I would be inclined to stick with the .env because we already support EnvironmentFile provisioning and every app can deal with that file format (e.g. can source a .env with bash)...the problem is how to prevent apps/developers from accidentally using dotenv.config instead of dotenv.parse to keep this out of the app environment.
So we are probably just sticking with config.sample.{env,json,js} so the devlops team has a template to populate with production secrets. Config is loaded by the node app via require so it doesn't populate process.env. We also are adding command-line flag (or ENV) to our apps to allow the location of this config file to be specified so devops has the option to place the production config file outside of the app deploy directory (which can make continuous deployment a bit easier). The downside is that a config.js won't work easily for other languages, but devops can fairly easily script converting an ENV style variable format into other targets.
As I said, keeping secrets out of your ENV is for people that are concerned about security. Many blogs/guides/tutorials online show secret passing through ENV. The popularity of dotenv which (by default) loads secrets into the process environment also might lead you to believe this is the right way. Security is always a tradeoff between risk, effort/cost and inconvenience. Personally I think if you auto-provision production it isn't a big deal to fix this...the issue is more about coming up with a semi-standard mechanism that can work across a variety of apps/code-languages.
References:
https://systemd-devel.freedesktop.narkive.com/ibRtoqPS/environment-variable-security
https://github.com/motdotla/dotenv#parse
https://github.com/motdotla/dotenv/pull/378
Background of the problem: I was trying to use dotenv to access environment variables to a Jekyll static site. (not reactjs frontend as most other similar questions)
I already followed all suggestions in this thread, with only one caveat: I'm not sure whether I added require('dotenv').config(); as early as possible because I use it in a <script> tag (using browserify for usage of require keyword) before body end.
But invocation like process.env.ENV_VAR returns undefined.
Anyone knows what could be the problem and how to solve it?
Realized I asked a quite stupid question.
From this discussion:
The .env variables are only accessible from the server side. If you
expose them on the client side then anyone who visits your page will
be able to have access to them so you probably wouldn’t want to do
that with things like passwords or secrets.
I am learning YUI and was wondering what is the best way to access my configurations (stored in a json) using YUI.

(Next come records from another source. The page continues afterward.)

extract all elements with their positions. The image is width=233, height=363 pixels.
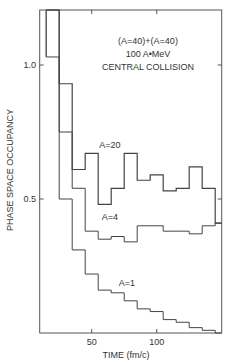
x-tick-label-50: 50 — [87, 337, 97, 347]
x-axis-label: TIME (fm/c) — [103, 350, 150, 360]
label-a20: A=20 — [99, 140, 120, 150]
label-a1: A=1 — [119, 278, 135, 288]
x-tick-label-100: 100 — [149, 337, 164, 347]
label-a4: A=4 — [102, 212, 118, 222]
y-tick-label-0: 0.5 — [23, 194, 36, 204]
y-tick-label-1: 1.0 — [23, 60, 36, 70]
y-axis-label: PHASE SPACE OCCUPANCY — [5, 109, 15, 231]
chart: (A=40)+(A=40) 100 A•MeV CENTRAL COLLISIO… — [0, 0, 233, 363]
title-line-2: 100 A•MeV — [126, 49, 171, 59]
title-line-3: CENTRAL COLLISION — [102, 62, 194, 72]
title-line-1: (A=40)+(A=40) — [118, 36, 178, 46]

One way I came across was to maintain it in the config/app.json and access it with using global variable:
Y.Object.getValue(App, ['Cache', 'globals', 'context'])

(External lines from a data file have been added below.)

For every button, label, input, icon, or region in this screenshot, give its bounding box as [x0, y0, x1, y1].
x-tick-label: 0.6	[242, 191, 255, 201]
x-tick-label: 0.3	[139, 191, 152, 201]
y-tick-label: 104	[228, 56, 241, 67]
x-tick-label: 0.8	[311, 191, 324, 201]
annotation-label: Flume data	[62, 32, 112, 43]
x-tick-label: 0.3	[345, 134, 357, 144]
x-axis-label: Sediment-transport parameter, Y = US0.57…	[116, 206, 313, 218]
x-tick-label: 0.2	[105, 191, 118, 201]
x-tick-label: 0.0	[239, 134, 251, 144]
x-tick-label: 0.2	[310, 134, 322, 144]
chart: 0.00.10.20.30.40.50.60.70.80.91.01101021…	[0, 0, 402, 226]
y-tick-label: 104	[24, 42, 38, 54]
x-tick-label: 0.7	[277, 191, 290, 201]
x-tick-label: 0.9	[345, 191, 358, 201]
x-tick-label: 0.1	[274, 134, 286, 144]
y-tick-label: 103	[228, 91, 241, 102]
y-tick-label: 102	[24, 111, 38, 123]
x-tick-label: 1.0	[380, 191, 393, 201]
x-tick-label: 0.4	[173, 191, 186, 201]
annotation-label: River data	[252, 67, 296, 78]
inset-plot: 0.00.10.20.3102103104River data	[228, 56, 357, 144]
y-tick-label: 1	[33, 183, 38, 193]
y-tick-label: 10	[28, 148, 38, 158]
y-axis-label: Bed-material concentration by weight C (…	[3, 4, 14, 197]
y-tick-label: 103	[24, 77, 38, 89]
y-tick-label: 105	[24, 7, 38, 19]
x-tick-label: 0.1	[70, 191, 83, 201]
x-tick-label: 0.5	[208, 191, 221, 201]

Is this the best way? Also if my configuration is spread out over multiple json files, what would be the best way to access them?
Thanks
There are basically two ways to do this:
Include the configuration in the HTML page
Load the configuration using Ajax
Both have some pros and cons.
Including the configuration in the HTML
This requires you to do some server side coding that reads the JSON file and prints it in the page as a global variable. This is what you seem to be doing. The upside of this is that you don't have to make an extra HTTP request. The downside is that you're relying on global variables which can be fragile.
if you're using Node.js you can use express-state to expose that configuration to the client. Alternatively you can use express-yui which relies on a similar mechanism to generate YUI configuration.
Using Ajax
The downside of using Ajax is that it's slower, but the upside is that you can trust the information to be new and not have been modified by anything else in your page.
Dealing with multiple configuration files
My recommendation is that you merge the configuration into a single object. Just decide on some convention for which one wins and generate a single configuration object. This will simplify handling that information in the client. You can do this easily with express-state by just calling app.expose(config1); app.expose(config2) and so on.